The “talking boards” first became popular after the Civil War, used by spiritualists to contact the dead. The name “Ouija” was supposedly the name of a ghost spelled out to a practitioner of seances. The Hasbro toy company took the copyright on the name, but it’s used generically these days for such occult practices. The Ouija Board has been a much-used motif in urban legends centered on the supernatural. The Ouija Board is part of the plot of The Exorcist, Regan’s first contact with evil spiritual forces. The Ouija Board has widely been criticized and condemned by Christian churches (Catholic and Protestant.)
But a scientific test of the device by the National Geographic Society using blindfolded participants found that the thing didn’t really work at all.
I would be tempted to think of the Ouija Board as an innocuous plaything. But if Woodrow Wilson was a fan… Yeah, it must be evil incarnate.
Published in Entertainment
Preach it, brother! Preach it!
Like so many other things in this life, you get out of a Ouija Board what you put into it.
Wilson was a big fan of The Birth of a Nation too.
“History written with lightning” or some such thing.
Plus what any evil spirits who are hanging around put into it.
That sentence alone convinced me to like this.
Burn the witch!
And by witch I mean technocratic racist lying tyrant.
My son is studying this period in college and is appaled by zhow fast Mr. ” He kept us out of war” went to war.
.
Is the title a Stephen Wright line?
“I used my microwave to reheat some instant coffee and almost went back in time.”
It’s odd, we had some family over a couple weeks ago, talking about scary movies, ghosts and such. The Ouija board topic came up. Me and two of my sisters-in-law agreed: don’t mess with that “door”, don’t play around with that “gate”. I’d consider myself a pretty skeptical person but see no need to call down the thunder on things like this.

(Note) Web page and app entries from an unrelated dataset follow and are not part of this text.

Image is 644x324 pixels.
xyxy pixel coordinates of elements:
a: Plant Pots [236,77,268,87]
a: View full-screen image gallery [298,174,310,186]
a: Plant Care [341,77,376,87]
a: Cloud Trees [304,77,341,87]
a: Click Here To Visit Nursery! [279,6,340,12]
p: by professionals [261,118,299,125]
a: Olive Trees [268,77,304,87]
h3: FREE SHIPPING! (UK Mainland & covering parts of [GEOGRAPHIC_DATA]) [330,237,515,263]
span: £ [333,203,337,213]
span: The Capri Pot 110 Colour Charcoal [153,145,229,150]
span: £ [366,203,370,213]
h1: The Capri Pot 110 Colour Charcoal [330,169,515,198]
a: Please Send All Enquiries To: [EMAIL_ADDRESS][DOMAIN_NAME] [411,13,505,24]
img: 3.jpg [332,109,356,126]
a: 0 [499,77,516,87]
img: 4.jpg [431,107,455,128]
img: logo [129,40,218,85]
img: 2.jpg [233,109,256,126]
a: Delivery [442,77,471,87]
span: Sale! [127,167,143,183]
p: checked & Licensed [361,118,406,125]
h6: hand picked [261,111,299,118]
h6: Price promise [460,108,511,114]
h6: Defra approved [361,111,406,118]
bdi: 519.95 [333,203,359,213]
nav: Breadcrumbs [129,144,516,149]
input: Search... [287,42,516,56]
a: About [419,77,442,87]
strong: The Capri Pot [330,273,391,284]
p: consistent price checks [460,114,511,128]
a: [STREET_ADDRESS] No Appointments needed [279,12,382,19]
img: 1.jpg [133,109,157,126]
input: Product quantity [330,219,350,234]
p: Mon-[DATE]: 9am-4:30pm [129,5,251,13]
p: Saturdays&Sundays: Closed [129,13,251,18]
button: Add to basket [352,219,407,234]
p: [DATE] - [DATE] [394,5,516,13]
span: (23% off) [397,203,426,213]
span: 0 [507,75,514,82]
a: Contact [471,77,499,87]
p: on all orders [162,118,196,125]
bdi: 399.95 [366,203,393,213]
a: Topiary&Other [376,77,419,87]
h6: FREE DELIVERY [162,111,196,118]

I miss and reflect daily the loved ones in my life, imagine conversations with them, imagine the guidence they’d give me on issues and problems I face but I just would not ever ‘rattle that particular cage’.
And what ever you do, do NOT watch that movie White Noise.
I don’t mean the new White Noise, that sounds like some retarded woke mess. (I had to search for the 2005 movie you shouldn’t watch by adding the phrase “not that retarded woke mess.” My link then appeared in the first page.)
I remember back in a psych class the story that some psychologists, I think, tried to summon a poltergeist, and named it, and spent days or weeks together every day calling it, and talking to it, and trying to summoning it, until one day a poltergeist answering to that name showed up. They were very frightened and quit the experiment. This was presented as true at the time, but I never heard any more about it. But it makes sense that if you call them, they will come.
I don’t believe in ghosts and demons.
Playing with a Ouija Board is probably the best way to start though.
Well of course, if the spirits need your eyes to see the board, it won’t work if you’re blindfolded.
The boy whose actual exorcism inspired Blatty’s book “The Exorcist”, was messing around with an ouija board that he was introduced to by a spiritualist aunt.
I thought that it came from oui and ja, foreign words for yes. Glad to learn something new today.